Online Boosting Adaptive Learning under Concept Drift for Multistream
Classification
- URL: http://arxiv.org/abs/2312.10841v2
- Date: Mon, 1 Jan 2024 09:39:03 GMT
- Title: Online Boosting Adaptive Learning under Concept Drift for Multistream
Classification
- Authors: En Yu, Jie Lu, Bin Zhang, Guangquan Zhang
- Abstract summary: Multistream classification poses significant challenges due to the necessity for rapid adaptation in dynamic streaming processes with concept drift.
We propose a novel Online Boosting Adaptive Learning (OBAL) method that adaptively learns the dynamic correlation among different streams.

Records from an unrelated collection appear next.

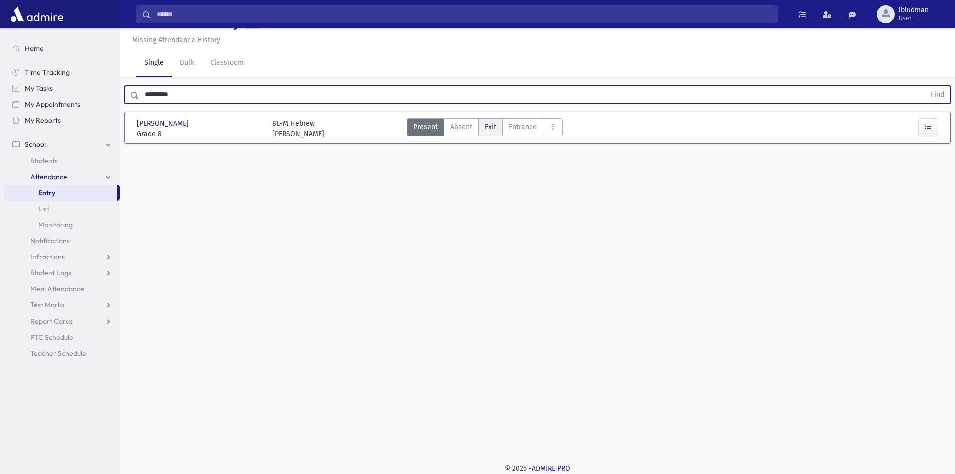  I want to click on span: Present, so click(425, 127).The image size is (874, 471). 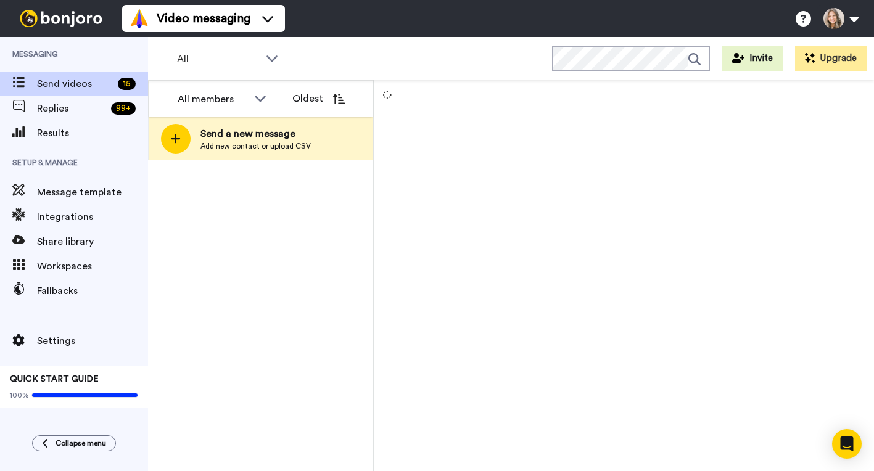 What do you see at coordinates (123, 109) in the screenshot?
I see `div: 99 +` at bounding box center [123, 109].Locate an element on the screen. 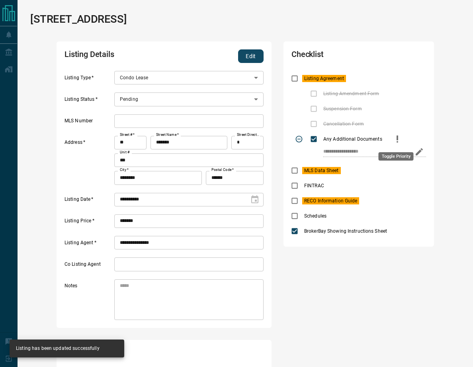 The height and width of the screenshot is (367, 473). span: MLS Data Sheet is located at coordinates (321, 170).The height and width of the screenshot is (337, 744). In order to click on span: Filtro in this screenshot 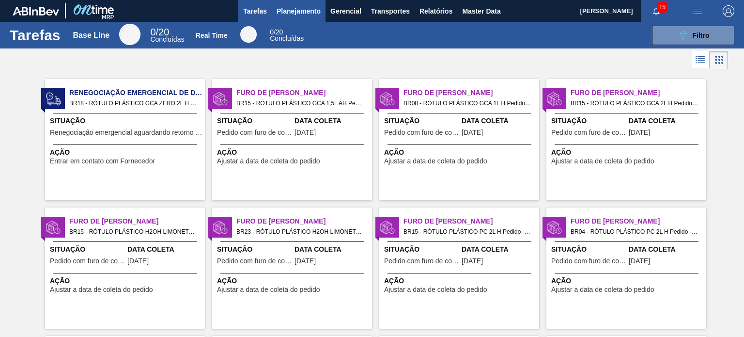, I will do `click(701, 35)`.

- Score: 34.64751041290346
- License: http://arxiv.org/licenses/nonexclusive-distrib/1.0/
- Abstract: Multistream classification poses significant challenges due to the necessity
for rapid adaptation in dynamic streaming processes with concept drift. Despite
the growing research outcomes in this area, there has been a notable oversight
regarding the temporal dynamic relationships between these streams, leading to
the issue of negative transfer arising from irrelevant data. In this paper, we
propose a novel Online Boosting Adaptive Learning (OBAL) method that
effectively addresses this limitation by adaptively learning the dynamic
correlation among different streams. Specifically, OBAL operates in a
dual-phase mechanism, in the first of which we design an Adaptive COvariate
Shift Adaptation (AdaCOSA) algorithm to construct an initialized ensemble model
using archived data from various source streams, thus mitigating the covariate
shift while learning the dynamic correlations via an adaptive re-weighting
strategy. During the online process, we employ a Gaussian Mixture Model-based
weighting mechanism, which is seamlessly integrated with the acquired
correlations via AdaCOSA to effectively handle asynchronous drift. This
approach significantly improves the predictive performance and stability of the
target stream. We conduct comprehensive experiments on several synthetic and
real-world data streams, encompassing various drifting scenarios and types. The
results clearly demonstrate that OBAL achieves remarkable advancements in
addressing multistream classification problems by effectively leveraging
positive knowledge derived from multiple sources.